Sunday, March 30, 2008

03 Hyundai Elantra Programming

on the Moon, sorry! enlunar! China and bridges


What was lacking, to bury people on the moon. Or that enlunen as I mark out for here. If you like what you read, is the brainchild of a U.S. company must have some connection with the war as Irack and have nowhere to store the dead that this war generates .... what better place than space. No seriously the matter is, a company called Celestis Inc, collected 10 thousand dollars from next year to bring some of your ashes by a robot. We're all crazy!
Celestis president Charles Chafer said his company reached an agreement with Odyssey Moon Ltd. and Astrobotic Technology Inc., to attach capsules contain the cremated remains in robots to land on the moon.
Odyssey Moon and Astrobotic are among private enterprises seeking to send a robotic spacecraft to the moon and conduct scientific experiments. The capsules containing the cremated remains would stay on the moon with the ship when the mission ends.
Chafer said he expected to be launched about 1,000 capsules containing ashes in the first mission Moon, scheduled for late 2009 or early 2010, and about 5,000 on later flights.
"The moon is a special place," Chafer said, adding that half a dozen people have already registered for the service.
"For many people, it would be a romantic look to the sky, see the moon and know that their father or mother or a loved one is there," he said.
In the past 11 years, Celestis Inc., a subsidiary of Space Services Incorporated, based in Houston, has sent the ashes of hundreds of people from 14 countries into space, including U.S. astronaut Gordon Cooper and actor from "Star Trek "James Doohan, who played the chief engineer Scotty in the popular series television.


WHAT YOU NEED TO DO
The requested output is every line from the one with "In a 1024px×768px" through the last line below, printed exactly.

Stored records
* * * *
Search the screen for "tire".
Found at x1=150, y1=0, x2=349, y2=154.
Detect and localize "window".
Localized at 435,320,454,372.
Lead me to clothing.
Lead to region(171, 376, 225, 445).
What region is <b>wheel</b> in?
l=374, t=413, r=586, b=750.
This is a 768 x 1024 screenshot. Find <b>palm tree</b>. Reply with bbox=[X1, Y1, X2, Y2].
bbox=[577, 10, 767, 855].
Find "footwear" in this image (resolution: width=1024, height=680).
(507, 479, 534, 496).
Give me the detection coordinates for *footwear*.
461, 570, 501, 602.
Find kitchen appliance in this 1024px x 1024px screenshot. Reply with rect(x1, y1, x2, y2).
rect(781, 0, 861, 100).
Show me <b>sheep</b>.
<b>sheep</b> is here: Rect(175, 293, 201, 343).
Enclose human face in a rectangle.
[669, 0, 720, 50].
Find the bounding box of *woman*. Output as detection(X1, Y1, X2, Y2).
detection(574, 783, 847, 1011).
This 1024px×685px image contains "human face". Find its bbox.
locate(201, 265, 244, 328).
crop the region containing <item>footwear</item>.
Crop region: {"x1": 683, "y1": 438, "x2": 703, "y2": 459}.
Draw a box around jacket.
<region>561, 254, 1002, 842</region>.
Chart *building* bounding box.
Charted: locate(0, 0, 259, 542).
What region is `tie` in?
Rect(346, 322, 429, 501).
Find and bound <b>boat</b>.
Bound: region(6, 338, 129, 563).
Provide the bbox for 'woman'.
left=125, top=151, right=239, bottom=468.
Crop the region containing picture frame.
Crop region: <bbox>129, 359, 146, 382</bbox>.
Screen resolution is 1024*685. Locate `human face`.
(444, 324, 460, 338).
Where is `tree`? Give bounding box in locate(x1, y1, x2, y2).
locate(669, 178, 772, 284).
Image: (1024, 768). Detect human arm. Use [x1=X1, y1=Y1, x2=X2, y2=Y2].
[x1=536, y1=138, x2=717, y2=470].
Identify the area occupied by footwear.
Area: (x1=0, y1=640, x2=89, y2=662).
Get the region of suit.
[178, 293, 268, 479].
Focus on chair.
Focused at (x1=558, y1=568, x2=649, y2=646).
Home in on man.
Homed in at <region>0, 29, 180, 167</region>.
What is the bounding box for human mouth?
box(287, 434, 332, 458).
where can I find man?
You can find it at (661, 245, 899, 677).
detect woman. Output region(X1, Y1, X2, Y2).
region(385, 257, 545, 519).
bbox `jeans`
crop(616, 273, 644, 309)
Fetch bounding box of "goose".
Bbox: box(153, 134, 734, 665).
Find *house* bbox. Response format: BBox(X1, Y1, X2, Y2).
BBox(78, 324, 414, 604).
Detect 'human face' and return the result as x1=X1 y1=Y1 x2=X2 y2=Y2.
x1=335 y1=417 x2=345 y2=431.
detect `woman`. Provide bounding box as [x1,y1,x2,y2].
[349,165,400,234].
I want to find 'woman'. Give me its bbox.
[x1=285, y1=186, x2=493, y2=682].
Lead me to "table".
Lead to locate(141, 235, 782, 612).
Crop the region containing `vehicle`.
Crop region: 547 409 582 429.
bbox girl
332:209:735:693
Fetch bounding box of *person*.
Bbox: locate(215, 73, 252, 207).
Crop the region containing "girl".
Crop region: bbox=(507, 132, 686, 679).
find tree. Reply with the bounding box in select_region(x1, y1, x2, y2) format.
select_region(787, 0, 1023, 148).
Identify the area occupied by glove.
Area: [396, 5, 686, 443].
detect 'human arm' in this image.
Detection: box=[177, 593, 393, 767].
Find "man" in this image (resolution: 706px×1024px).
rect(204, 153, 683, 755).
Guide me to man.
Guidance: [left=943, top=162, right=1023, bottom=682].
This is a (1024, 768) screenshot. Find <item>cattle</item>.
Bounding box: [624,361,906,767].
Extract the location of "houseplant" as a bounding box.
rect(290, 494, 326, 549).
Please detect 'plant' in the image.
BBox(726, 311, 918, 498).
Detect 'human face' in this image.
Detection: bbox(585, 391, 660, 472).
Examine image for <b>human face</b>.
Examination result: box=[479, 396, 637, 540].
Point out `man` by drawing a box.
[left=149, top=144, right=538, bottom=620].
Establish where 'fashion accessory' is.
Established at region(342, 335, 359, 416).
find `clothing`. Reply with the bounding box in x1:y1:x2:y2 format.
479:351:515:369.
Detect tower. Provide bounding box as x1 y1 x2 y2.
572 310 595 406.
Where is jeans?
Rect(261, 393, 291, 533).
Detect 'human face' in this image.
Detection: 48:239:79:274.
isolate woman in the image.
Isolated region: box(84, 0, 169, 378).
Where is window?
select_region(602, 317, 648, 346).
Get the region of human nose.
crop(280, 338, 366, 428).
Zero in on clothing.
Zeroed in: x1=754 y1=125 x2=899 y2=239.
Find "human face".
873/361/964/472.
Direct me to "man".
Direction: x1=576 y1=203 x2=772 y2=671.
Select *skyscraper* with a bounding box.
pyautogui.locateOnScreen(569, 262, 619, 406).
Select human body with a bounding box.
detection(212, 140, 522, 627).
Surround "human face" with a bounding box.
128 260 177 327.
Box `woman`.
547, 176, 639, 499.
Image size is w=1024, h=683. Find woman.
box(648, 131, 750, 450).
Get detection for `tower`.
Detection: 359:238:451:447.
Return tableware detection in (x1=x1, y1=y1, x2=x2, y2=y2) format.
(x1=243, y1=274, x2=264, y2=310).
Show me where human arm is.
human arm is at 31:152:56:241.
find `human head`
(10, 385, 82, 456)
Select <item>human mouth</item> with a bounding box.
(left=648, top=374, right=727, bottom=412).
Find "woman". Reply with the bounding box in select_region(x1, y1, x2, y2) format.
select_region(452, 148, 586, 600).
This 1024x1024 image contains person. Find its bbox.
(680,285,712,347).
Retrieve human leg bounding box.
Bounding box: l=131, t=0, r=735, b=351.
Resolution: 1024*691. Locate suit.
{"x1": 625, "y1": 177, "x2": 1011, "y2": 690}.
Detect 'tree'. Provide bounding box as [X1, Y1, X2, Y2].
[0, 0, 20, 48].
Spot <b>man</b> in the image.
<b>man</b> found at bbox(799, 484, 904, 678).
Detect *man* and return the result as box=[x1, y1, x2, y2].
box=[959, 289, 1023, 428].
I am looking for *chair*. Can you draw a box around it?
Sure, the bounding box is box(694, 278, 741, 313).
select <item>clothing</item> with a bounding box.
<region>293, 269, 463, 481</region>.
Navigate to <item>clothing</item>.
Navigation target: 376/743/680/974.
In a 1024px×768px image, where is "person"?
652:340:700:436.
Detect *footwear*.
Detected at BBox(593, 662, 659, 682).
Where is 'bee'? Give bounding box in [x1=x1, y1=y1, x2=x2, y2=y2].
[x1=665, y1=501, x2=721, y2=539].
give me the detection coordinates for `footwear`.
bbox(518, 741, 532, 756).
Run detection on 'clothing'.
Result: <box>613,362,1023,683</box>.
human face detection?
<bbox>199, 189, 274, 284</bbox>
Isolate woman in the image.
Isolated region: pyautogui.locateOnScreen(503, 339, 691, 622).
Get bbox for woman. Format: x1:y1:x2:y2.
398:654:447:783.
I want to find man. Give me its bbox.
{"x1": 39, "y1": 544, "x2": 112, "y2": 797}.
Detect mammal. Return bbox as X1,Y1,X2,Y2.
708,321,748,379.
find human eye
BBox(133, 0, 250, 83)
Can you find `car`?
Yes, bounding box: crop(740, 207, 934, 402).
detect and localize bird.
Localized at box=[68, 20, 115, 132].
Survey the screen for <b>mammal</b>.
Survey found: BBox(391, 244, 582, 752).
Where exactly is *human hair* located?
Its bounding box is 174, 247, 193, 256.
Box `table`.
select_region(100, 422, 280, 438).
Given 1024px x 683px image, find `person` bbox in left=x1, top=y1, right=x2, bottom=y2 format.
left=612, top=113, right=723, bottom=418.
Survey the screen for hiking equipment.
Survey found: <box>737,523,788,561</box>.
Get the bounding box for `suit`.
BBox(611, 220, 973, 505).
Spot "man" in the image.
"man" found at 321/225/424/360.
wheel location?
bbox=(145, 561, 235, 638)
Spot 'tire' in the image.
* * * *
EXPECTED ANSWER
In a 1024px×768px image, where is "person"?
652:340:700:436.
Detect *footwear*.
Detected at BBox(593, 662, 659, 682).
Where is 'bee'? Give bounding box in [x1=x1, y1=y1, x2=x2, y2=y2].
[x1=665, y1=501, x2=721, y2=539].
give me the detection coordinates for `footwear`.
bbox(518, 741, 532, 756).
Run detection on 'clothing'.
Result: <box>613,362,1023,683</box>.
human face detection?
<bbox>199, 189, 274, 284</bbox>
Isolate woman in the image.
Isolated region: pyautogui.locateOnScreen(503, 339, 691, 622).
Get bbox for woman. Format: x1:y1:x2:y2.
398:654:447:783.
I want to find man. Give me its bbox.
{"x1": 39, "y1": 544, "x2": 112, "y2": 797}.
Detect mammal. Return bbox as X1,Y1,X2,Y2.
708,321,748,379.
find human eye
BBox(133, 0, 250, 83)
Can you find `car`?
Yes, bounding box: crop(740, 207, 934, 402).
detect and localize bird.
Localized at box=[68, 20, 115, 132].
Survey the screen for <b>mammal</b>.
Survey found: BBox(391, 244, 582, 752).
Where exactly is *human hair* located?
Its bounding box is 174, 247, 193, 256.
Box `table`.
select_region(100, 422, 280, 438).
Given 1024px x 683px image, find `person` bbox in left=x1, top=y1, right=x2, bottom=y2 format.
left=612, top=113, right=723, bottom=418.
Survey the screen for hiking equipment.
Survey found: <box>737,523,788,561</box>.
Get the bounding box for `suit`.
BBox(611, 220, 973, 505).
Spot "man" in the image.
"man" found at 321/225/424/360.
wheel location?
bbox=(145, 561, 235, 638)
Spot 'tire' in the image.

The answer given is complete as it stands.